Isaiah in Liberation Theology

Author(s):  
Carol J. Dempsey

Liberation theology is now more than fifty years old, and the book of Isaiah has played a prominent role in shaping it and continues to influence it today as theologians and Bible scholars strive to articulate a vision of justice for all creation. This essay explores the use of the Isaian text in the work of liberation theologians. Next, the essay highlights how the book becomes foundational to the work of liberationist Bible scholars read Isaiah in the context of today’s globalized world. The essay then moves from an anthropocentric focus to a cosmological one to discuss how some liberation theologians now recognize the interrelatedness of human and nonhuman suffering and the interlocking oppressions that all communities of life are experiencing.
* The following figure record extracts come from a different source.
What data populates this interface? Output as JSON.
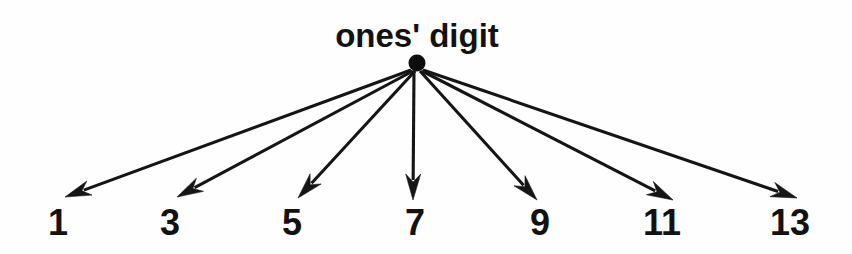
{
  "figure": {
    "type": "radial-tree-diagram",
    "background_color": "#fefefe",
    "ink_color": "#151515",
    "title": "ones' digit",
    "title_position": {
      "x": 417,
      "y": 47
    },
    "hub": {
      "name": "ones-digit-hub",
      "cx": 417,
      "cy": 63,
      "r": 8.5,
      "color": "#0d0d0d"
    },
    "branches": [
      {
        "label": "1",
        "label_x": 58,
        "label_y": 235,
        "tip_x": 65,
        "tip_y": 197,
        "start_x": 411,
        "start_y": 70
      },
      {
        "label": "3",
        "label_x": 170,
        "label_y": 235,
        "tip_x": 177,
        "tip_y": 197,
        "start_x": 413,
        "start_y": 71
      },
      {
        "label": "5",
        "label_x": 292,
        "label_y": 235,
        "tip_x": 298,
        "tip_y": 198,
        "start_x": 415,
        "start_y": 71
      },
      {
        "label": "7",
        "label_x": 415,
        "label_y": 235,
        "tip_x": 413,
        "tip_y": 200,
        "start_x": 414,
        "start_y": 71
      },
      {
        "label": "9",
        "label_x": 540,
        "label_y": 235,
        "tip_x": 537,
        "tip_y": 200,
        "start_x": 420,
        "start_y": 71
      },
      {
        "label": "11",
        "label_x": 662,
        "label_y": 235,
        "tip_x": 673,
        "tip_y": 200,
        "start_x": 422,
        "start_y": 71
      },
      {
        "label": "13",
        "label_x": 790,
        "label_y": 235,
        "tip_x": 797,
        "tip_y": 198,
        "start_x": 423,
        "start_y": 70
      }
    ]
  }
}
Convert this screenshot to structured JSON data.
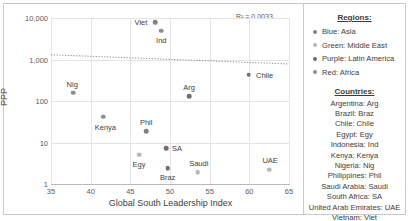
{
  "chart_data": {
    "type": "scatter",
    "title": "",
    "xlabel": "Global South Leadership Index",
    "ylabel": "PPP",
    "xlim": [
      35,
      65
    ],
    "ylim": [
      1,
      10000
    ],
    "yscale": "log",
    "xticks": [
      "35",
      "40",
      "45",
      "50",
      "55",
      "60",
      "65"
    ],
    "yticks": [
      "10,000",
      "1,000",
      "100",
      "10",
      "1"
    ],
    "grid": true,
    "annotation": "R² = 0.0033",
    "r2_value": 0.0033,
    "trendline": {
      "type": "linear",
      "y_left": 1300,
      "y_right": 780,
      "style": "dotted"
    },
    "points": [
      {
        "label": "Viet",
        "x": 48.1,
        "y": 7800,
        "region": "Asia",
        "color": "#808285",
        "label_dx": -14,
        "label_dy": 0
      },
      {
        "label": "Ind",
        "x": 48.9,
        "y": 4900,
        "region": "Asia",
        "color": "#8c8e90",
        "label_dx": 0,
        "label_dy": 9
      },
      {
        "label": "Chile",
        "x": 59.9,
        "y": 430,
        "region": "Latin America",
        "color": "#6d6f71",
        "label_dx": 16,
        "label_dy": 0
      },
      {
        "label": "Nig",
        "x": 37.8,
        "y": 160,
        "region": "Africa",
        "color": "#8c8e90",
        "label_dx": -1,
        "label_dy": -9
      },
      {
        "label": "Arg",
        "x": 52.4,
        "y": 130,
        "region": "Latin America",
        "color": "#6d6f71",
        "label_dx": 0,
        "label_dy": -9
      },
      {
        "label": "Kenya",
        "x": 41.6,
        "y": 42,
        "region": "Africa",
        "color": "#8c8e90",
        "label_dx": 2,
        "label_dy": 10
      },
      {
        "label": "Phil",
        "x": 47.0,
        "y": 19,
        "region": "Asia",
        "color": "#808285",
        "label_dx": 0,
        "label_dy": -9
      },
      {
        "label": "SA",
        "x": 49.5,
        "y": 7.2,
        "region": "Africa",
        "color": "#6d6f71",
        "label_dx": 11,
        "label_dy": 0
      },
      {
        "label": "Egy",
        "x": 46.1,
        "y": 5.1,
        "region": "Middle East",
        "color": "#b6b8ba",
        "label_dx": 0,
        "label_dy": 9
      },
      {
        "label": "Braz",
        "x": 49.7,
        "y": 2.4,
        "region": "Latin America",
        "color": "#6d6f71",
        "label_dx": 0,
        "label_dy": 9
      },
      {
        "label": "Saudi",
        "x": 53.5,
        "y": 1.95,
        "region": "Middle East",
        "color": "#b6b8ba",
        "label_dx": 1,
        "label_dy": -9
      },
      {
        "label": "UAE",
        "x": 62.5,
        "y": 2.2,
        "region": "Middle East",
        "color": "#b6b8ba",
        "label_dx": 1,
        "label_dy": -10
      }
    ]
  },
  "legend": {
    "regions_heading": "Regions:",
    "regions": [
      {
        "label": "Blue: Asia",
        "color": "#808285"
      },
      {
        "label": "Green: Middle East",
        "color": "#b6b8ba"
      },
      {
        "label": "Purple: Latin America",
        "color": "#6d6f71"
      },
      {
        "label": "Red: Africa",
        "color": "#8c8e90"
      }
    ],
    "countries_heading": "Countries:",
    "countries": [
      "Argentina: Arg",
      "Brazil: Braz",
      "Chile: Chile",
      "Egypt: Egy",
      "Indonesia: Ind",
      "Kenya: Kenya",
      "Nigeria: Nig",
      "Philippines: Phil",
      "Saudi Arabia: Saudi",
      "South Africa: SA",
      "United Arab Emirates: UAE",
      "Vietnam: Viet"
    ]
  }
}
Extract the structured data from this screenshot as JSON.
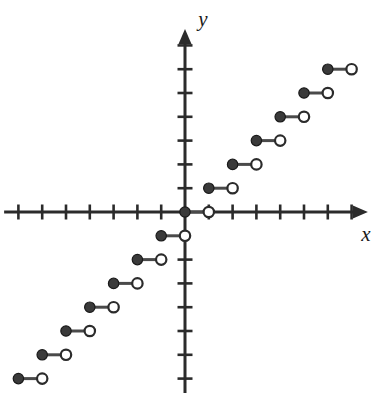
{
  "figure": {
    "title": "",
    "background": "#ffffff",
    "width": 388,
    "height": 413
  },
  "axes": {
    "x_label": "x",
    "y_label": "y",
    "origin_px": {
      "x": 185,
      "y": 212
    },
    "unit_px": 23.8,
    "axis_color": "#2b2b2b",
    "x_axis": {
      "visible": true,
      "arrow_end": "right",
      "tick_values": [
        -7,
        -6,
        -5,
        -4,
        -3,
        -2,
        -1,
        1,
        2,
        3,
        4,
        5,
        6,
        7
      ],
      "tick_labels_shown": false,
      "range": [
        -7.6,
        7.6
      ]
    },
    "y_axis": {
      "visible": true,
      "arrow_end": "up",
      "tick_values": [
        -7,
        -6,
        -5,
        -4,
        -3,
        -2,
        1,
        2,
        3,
        4,
        5,
        6,
        7
      ],
      "tick_labels_shown": false,
      "range": [
        -7.6,
        7.6
      ]
    }
  },
  "chart_data": {
    "type": "line",
    "subtype": "step-function",
    "title": "",
    "xlabel": "x",
    "ylabel": "y",
    "xlim": [
      -7.6,
      7.6
    ],
    "ylim": [
      -7.6,
      7.6
    ],
    "grid": false,
    "legend": false,
    "marker_style": {
      "closed_fill": "#3a3a3a",
      "closed_stroke": "#1a1a1a",
      "open_fill": "#ffffff",
      "open_stroke": "#2b2b2b",
      "segment_color": "#4a4a4a",
      "radius_px": 5.2,
      "segment_width_px": 3
    },
    "segments": [
      {
        "y": 6,
        "x_start": 6,
        "x_end": 7,
        "start_closed": true,
        "end_open": true
      },
      {
        "y": 5,
        "x_start": 5,
        "x_end": 6,
        "start_closed": true,
        "end_open": true
      },
      {
        "y": 4,
        "x_start": 4,
        "x_end": 5,
        "start_closed": true,
        "end_open": true
      },
      {
        "y": 3,
        "x_start": 3,
        "x_end": 4,
        "start_closed": true,
        "end_open": true
      },
      {
        "y": 2,
        "x_start": 2,
        "x_end": 3,
        "start_closed": true,
        "end_open": true
      },
      {
        "y": 1,
        "x_start": 1,
        "x_end": 2,
        "start_closed": true,
        "end_open": true
      },
      {
        "y": 0,
        "x_start": 0,
        "x_end": 1,
        "start_closed": true,
        "end_open": true
      },
      {
        "y": -1,
        "x_start": -1,
        "x_end": 0,
        "start_closed": true,
        "end_open": true
      },
      {
        "y": -2,
        "x_start": -2,
        "x_end": -1,
        "start_closed": true,
        "end_open": true
      },
      {
        "y": -3,
        "x_start": -3,
        "x_end": -2,
        "start_closed": true,
        "end_open": true
      },
      {
        "y": -4,
        "x_start": -4,
        "x_end": -3,
        "start_closed": true,
        "end_open": true
      },
      {
        "y": -5,
        "x_start": -5,
        "x_end": -4,
        "start_closed": true,
        "end_open": true
      },
      {
        "y": -6,
        "x_start": -6,
        "x_end": -5,
        "start_closed": true,
        "end_open": true
      },
      {
        "y": -7,
        "x_start": -7,
        "x_end": -6,
        "start_closed": true,
        "end_open": true
      }
    ]
  }
}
A conclusion offers a ringing call to read Isaiah from feminist and womanist perspectives to expose the systemic and structural injustices and forms of oppression that exist in today’s twenty-first-century world. Despite being more than fifty years old, liberation theology, its use of Isaiah, and its work of liberation has only just begun.

Author(s):  
Berthold Schoene

This chapter looks at how the contemporary British and Irish novel is becoming part of a new globalized world literature, which imagines the world as it manifests itself both within (‘glocally’) and outside nationalist demarcations. At its weakest, often against its own best intentions, this new cosmopolitan writing cannot but simply reinscribe the old imperial power relations. Or, it provides an essential component of the West’s ideological superstructure for globalization’s neoliberal business of rampant upward wealth accumulation. At its best, however, this newly emergent genre promotes a cosmopolitan ethics of justice, resistance. It also promotes dissent while working hard to expose and deconstruct the extant hegemonies and engaging in a radical imaginative recasting of global relations.


Author(s):  
Jacob Goodson

The German philosopher and social theorist Jürgen Habermas has shifted his position of defending secularism to now defending postsecularism This chapter describes Habermas’s usage of the terms “secularity,” “secularism,” and “postsecularism” and explains how Habermas’s usage of these three terms is best understood in relation to his philosophical theory of communicative rationality. The shift from secularism to postsecularism is based on the fact that the latter allows for better communication between religious believers and nonreligious citizens in the globalized world of the twenty-first century. Habermas argues that the secular academy has responsibilities toward the positive aspects of religious faith as well as the negative aspects found in religious fundamentalism and religious-based violence.


2008 ◽  
Vol 16 (4) ◽  
pp. 787-790 ◽  
Author(s):  
Alcione Leite da Silva

The purpose of this paper was to reflect about issues related to the processes of globalization and the global impacts on health, pointing out some challenges for Nursing in the twenty-first century. In this sense, the author outlines the forms and trends of globalization in the contemporary world, and the drastic impacts on human health and environment. To respond to the challenges of the globalized world, some ways are indicated, among which, the strengthening of nursing discipline stands out, together with some guidelines for education, research and Nursing care, in a local and global scope.


Laura Nader ◽  
2020 ◽  
pp. 255-346
Author(s):  
Laura Nader

This chapter reviews letters from the twenty-first century. It explains how the letters covered a scattered number of familiar issues, such as mindsets in science, arguments over Alternative Dispute Resolution mediation, and the need to regulate family law mediators. It also discusses a short letter from an eighty-five-year old Californian farmer, George Woegell, on the male proclivity to go to war. The chapter analyzes letters on war and violence, such as the United States' prolonged wars in Afghanistan and Iraq. It looks at other letters about the continued conflict in Israel and Palestine, jihadism, terrorism, anthropology and militarism, silencing, and the role of politics and its problems in a globalized world in search of “modernity.”